Surviving the Aftermath Review
The end of the world is a familiar thing in Surviving the Aftermath. I don’t mean that in a philosophical sense, although the exploitation of resources, warmongering, and frequent disasters have clear parallels with modern society. I mean what Surviving the Aftermath has me doing to contend with these disasters is something I’ve seen before, many times. Paradox’s survival management sim has the potential to be something special, but never builds on that to set itself apart from other, more unique games in the genre.
Your journey into the polluted wilderness starts with a set of choices. Surviving the Aftermath asks you to tailor the difficulty as you see fit, and while the available options are extensive, there’s not much context to help you know what you’re actually doing. Is 75% difficulty with a moderate chance of natural disasters and easy to please civilians a good formula? You probably won’t know in your first game, though admittedly, it’s difficult to figure out even in your second game and beyond. More extensive options or descriptions, or maybe even just preset game modes, would make this step much easier.
Happy survivors happy something that rhymes with survivors
Either way, it turns out my wish for happy survivors was a good thing. They woke up grumpy every day thanks to a lack of hygiene facilities and a dearth of drinkable water, but it had minimal effect on the settlement’s overall satisfaction. A happy side effect of confusing difficulty options or not, I appreciated the flexibility. Surviving the Aftermath adopts a minimalist approach to its tutorials that often meant I was scrambling to figure out what it expected from me
After that, it’s time to meet your specialists. Surviving the Aftermath gives you nearly a dozen unique characters with interesting backstories, and they’re the heroes of your settlement with special abilities to help in certain areas, such as fighting or scouting. I picked a scout and warrior the first time, though not because I was particularly keen on their perks. The specialist selection screen also has little context to help with your first game or two. Their identities and goals are what intrigued me.
One character lost their partner in the great catastrophe and was searching for a new life. Another wanted to help heal the physical and emotional wounds of others and work toward a brighter future.
We can be better
That’s what intrigued me about Surviving the Aftermath. No matter their background, the point was building something better and sustainable — and maybe roughing up a few dozen clans who thought differently, but that’s beside the point. There’s a special feeling of productivity and cleanness from taking raw waste such as plastic and turning it into water storage or watching people band together to create literal and metaphorical light in the dark wilderness.
You’ll have plenty of other resources, of course, and the moment-to-moment loop is familiar for anyone who’s played a management sim before — perhaps a bit too familiar. Once you’ve progressed and built a gate, your settlement can expand across the world map, encountering new dangers, people, and resources. Then it settles into the usual loop of maintaining progress, balancing expansion with conserving resources, and recovering from unexpected calamities.
A little empty
The trouble is that’s all there is. Paradox doesn’t do much else with the setting or themes. It feels as if Surviving the Aftermath is still in early access to an extent, like Paradox wanted to do more and just hasn’t yet. Aside from the specialists’ lack of importance or personality, this sense of something missing is most prominent in the mini-events that pop up occasionally.
These ask you to make a choice of some kind, though the right choice is painfully obvious in almost every case, with no consequences for making it. It’s in everyone’s best interests if you save the citizens who fell into a sinkhole, for example. I’d hoped for more interesting development with the specialists or at least some choices that had a visible effect on how a game unfolded.
Nip to the loo
The same is true for Surviving the Aftermath’s other significant features, such as upgrading facilities. It’s smart, efficient, and expected. You enhance your toilets because you need better hygiene, but upgrades add nothing unique to the experience and don’t change how you approach a round. It’s just checking off another box on the list of things you do in a management sim.
What you’re left with is a decent game, and that’s disappointing because it could have been more. For some reason, Paradox played it safe and didn’t build on its own and the game’s strengths. If you want a different take on the genre, it’s worth picking up on sale, but there are better and more interesting examples to spend your time and money on.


## TRY IT
Whenever a line in the listing contains "score", copy that line.
-- Opening Marker --
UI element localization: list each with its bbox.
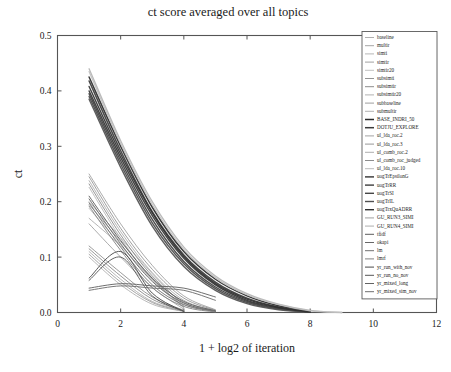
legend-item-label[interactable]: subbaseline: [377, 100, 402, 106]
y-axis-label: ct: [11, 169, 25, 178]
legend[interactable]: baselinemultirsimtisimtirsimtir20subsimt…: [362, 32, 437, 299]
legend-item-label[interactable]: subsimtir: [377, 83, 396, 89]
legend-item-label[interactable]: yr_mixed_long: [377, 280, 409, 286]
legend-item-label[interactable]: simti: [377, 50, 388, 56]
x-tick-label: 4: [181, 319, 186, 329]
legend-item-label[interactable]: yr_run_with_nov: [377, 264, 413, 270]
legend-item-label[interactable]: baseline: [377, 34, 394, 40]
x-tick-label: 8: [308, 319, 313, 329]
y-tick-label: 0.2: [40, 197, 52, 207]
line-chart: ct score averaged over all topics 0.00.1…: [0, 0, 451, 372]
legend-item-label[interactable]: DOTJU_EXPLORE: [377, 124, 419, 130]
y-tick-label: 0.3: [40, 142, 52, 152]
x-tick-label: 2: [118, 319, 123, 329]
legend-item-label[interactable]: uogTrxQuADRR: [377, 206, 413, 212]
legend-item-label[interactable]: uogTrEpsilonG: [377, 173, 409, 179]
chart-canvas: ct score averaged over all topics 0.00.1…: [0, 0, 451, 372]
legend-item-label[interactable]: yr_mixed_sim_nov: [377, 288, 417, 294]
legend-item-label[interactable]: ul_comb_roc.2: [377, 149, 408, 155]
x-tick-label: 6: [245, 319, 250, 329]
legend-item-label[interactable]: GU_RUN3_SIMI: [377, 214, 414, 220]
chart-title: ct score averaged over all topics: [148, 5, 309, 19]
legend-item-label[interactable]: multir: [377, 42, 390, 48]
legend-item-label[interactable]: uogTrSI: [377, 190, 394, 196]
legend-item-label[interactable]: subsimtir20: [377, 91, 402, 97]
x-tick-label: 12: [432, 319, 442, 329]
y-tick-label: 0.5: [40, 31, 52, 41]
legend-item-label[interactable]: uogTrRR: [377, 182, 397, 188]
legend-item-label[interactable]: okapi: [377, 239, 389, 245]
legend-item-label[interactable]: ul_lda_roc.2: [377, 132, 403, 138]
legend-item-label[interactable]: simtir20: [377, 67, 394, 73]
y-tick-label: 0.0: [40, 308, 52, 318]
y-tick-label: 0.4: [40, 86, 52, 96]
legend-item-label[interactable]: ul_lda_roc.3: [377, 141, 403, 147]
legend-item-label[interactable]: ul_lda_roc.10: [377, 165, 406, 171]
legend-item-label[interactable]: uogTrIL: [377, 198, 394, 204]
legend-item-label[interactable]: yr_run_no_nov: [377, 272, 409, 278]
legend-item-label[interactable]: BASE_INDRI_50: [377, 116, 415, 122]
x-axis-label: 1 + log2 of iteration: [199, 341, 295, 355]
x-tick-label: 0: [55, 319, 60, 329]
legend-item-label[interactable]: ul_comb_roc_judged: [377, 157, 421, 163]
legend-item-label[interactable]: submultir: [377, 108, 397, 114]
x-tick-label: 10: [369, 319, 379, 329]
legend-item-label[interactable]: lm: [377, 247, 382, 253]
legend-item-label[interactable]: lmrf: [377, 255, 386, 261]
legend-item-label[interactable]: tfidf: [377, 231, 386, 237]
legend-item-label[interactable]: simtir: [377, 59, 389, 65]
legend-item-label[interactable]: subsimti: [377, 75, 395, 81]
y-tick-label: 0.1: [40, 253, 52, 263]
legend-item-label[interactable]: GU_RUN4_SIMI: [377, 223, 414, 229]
-- Closing Marker --
-- Opening Marker --
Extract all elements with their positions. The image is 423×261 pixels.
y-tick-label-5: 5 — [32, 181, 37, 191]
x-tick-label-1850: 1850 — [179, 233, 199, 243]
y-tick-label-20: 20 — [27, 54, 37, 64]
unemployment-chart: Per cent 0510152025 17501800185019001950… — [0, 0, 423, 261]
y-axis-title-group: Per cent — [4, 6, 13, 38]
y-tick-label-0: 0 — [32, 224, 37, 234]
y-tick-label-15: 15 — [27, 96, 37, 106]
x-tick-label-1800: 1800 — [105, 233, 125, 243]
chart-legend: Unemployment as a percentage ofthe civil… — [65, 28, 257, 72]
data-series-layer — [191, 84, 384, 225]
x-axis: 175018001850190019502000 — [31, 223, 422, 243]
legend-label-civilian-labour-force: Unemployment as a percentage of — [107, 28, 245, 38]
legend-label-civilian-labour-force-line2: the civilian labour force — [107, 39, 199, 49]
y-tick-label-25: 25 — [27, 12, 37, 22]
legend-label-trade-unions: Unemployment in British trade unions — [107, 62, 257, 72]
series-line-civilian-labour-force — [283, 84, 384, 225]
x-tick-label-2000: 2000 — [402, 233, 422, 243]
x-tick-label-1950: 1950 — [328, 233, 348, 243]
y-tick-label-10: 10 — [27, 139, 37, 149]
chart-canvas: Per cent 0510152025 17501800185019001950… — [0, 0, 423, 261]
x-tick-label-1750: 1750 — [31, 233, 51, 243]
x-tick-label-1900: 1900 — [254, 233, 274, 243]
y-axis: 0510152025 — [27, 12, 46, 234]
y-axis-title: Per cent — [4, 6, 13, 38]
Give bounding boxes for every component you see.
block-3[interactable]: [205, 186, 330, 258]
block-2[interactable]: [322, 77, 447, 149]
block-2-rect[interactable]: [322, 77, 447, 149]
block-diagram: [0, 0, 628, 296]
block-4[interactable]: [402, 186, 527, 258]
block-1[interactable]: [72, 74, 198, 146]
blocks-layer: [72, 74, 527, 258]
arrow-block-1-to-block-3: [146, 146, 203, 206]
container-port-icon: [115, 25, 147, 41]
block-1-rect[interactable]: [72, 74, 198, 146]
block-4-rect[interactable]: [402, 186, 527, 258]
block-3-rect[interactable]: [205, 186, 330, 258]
-- Closing Marker --
## RESULT OF THIS EXERCISE
line-chart: ct score averaged over all topics 0.00.1…: [0, 0, 451, 372]
chart-canvas: ct score averaged over all topics 0.00.1…: [0, 0, 451, 372]
chart-title: ct score averaged over all topics: [148, 5, 309, 19]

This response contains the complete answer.